With global aid shrinking and health inequalities widening, the Gates Foundation is stepping in with a $200 billion promise to rewrite the future of global health—starting now
The Gates Foundation has committed to donating $200 billion (over Ksh25 trillion) in the next 20 years to accelerate progress on saving and improving lives, especially for people in low and middle-income countries across the world.
While making the announcement from the Foundation’s headquarters in Seattle, Washington, Chief Executive Officer (CEO) Mark Suzman said the decision “marks a major acceleration in the foundation’s work and sets a new date of 2045 to sunset its operations.”
Suzman noted that the financial donation, which is the largest philanthropic commitment in modern history, will help all people across the globe live healthy, productive lives.
The donation comes at a critical time when the US government under President Donald Trump cut foreign aid budgets by over 90 per cent, amounting to $54 billion (Over Ksh7.8 trillion), and causing distressing ripples to countries that were reliant on aid, with majority of the cuts targeting foreign aid contracts awarded by the US Agency for International Development (USAID).
And while critical programs like food assistance, life-saving treatments for diseases like HIV, Tuberculosis and Malaria are still ongoing, the ripple effects of the foreign aid cuts cannot be ignored.
Suzman said that while the donation may not entirely fill the gap left by aid cuts, it will help accelerate efforts amidst multiple years of stagnant or, in some cases, backsliding progress on global health metrics. This, he said, will be made possible by implementing more than 100 innovations, including vaccines, diagnostic tools, and treatments designed with the support of the Foundation to meet the needs of people living in low- and middle-income countries.
In the next two decades, the Gates Foundation will be focused on achieving three primary goals, which are ending preventable deaths of mothers and babies; ensuring the next generation grows up free from deadly infectious diseases; and lifting millions of people out of poverty.
“I will give away virtually all my wealth through the Gates Foundation over the next 20 years to the cause of saving and improving lives around the world,” said Foundation chair Bill Gates in a release made on the foundation’s 25th anniversary. “There are too many urgent problems to solve for me to hold onto resources that could be used to help people. That is why I have decided to give my money back to society much faster than I had originally planned.”
The philanthropist noted that during the first 25 years, the Foundation donated more than $100 billion with the support of Warren Buffet. In this time, child deaths were halved, deaths from deadly infectious diseases were significantly reduced, and hundreds of millions of people were taken out of poverty.
He noted that since 2000, the Gates Foundation has contributed to saving 82 million lives through its support of Gavi, the Vaccine Alliance and the Global Fund to Fight AIDS, Tuberculosis and Malaria.
The next 20-year timeline and historic financial commitment will enable the foundation to further its work, with additional focus on strengthening digital public infrastructure, applying new uses of artificial intelligence to accelerate the quality and reach of services, and to lift up women, their families, and their communities by advancing gender equality in education, healthcare, and financial services.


→ **Problem to solve**: Lines containing the word "button" are the ones to copy from the records below.

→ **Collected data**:

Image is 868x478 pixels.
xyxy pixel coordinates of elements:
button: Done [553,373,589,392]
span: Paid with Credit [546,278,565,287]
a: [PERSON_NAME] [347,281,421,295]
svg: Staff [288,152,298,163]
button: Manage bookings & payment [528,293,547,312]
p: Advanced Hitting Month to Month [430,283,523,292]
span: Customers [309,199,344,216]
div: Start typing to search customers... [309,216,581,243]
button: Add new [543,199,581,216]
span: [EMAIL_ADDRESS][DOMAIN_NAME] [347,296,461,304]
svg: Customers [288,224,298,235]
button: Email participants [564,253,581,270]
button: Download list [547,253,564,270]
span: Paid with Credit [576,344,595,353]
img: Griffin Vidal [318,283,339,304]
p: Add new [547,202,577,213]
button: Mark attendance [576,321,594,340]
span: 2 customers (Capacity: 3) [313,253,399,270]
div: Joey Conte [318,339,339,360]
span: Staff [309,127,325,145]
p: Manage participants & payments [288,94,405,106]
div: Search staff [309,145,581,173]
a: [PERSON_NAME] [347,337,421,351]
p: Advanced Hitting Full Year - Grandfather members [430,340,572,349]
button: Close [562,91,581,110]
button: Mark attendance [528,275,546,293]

→ **Exercise result**:
button: Done [553,373,589,392]
button: Manage bookings & payment [528,293,547,312]
button: Add new [543,199,581,216]
button: Email participants [564,253,581,270]
button: Download list [547,253,564,270]
button: Mark attendance [576,321,594,340]
button: Close [562,91,581,110]
button: Mark attendance [528,275,546,293]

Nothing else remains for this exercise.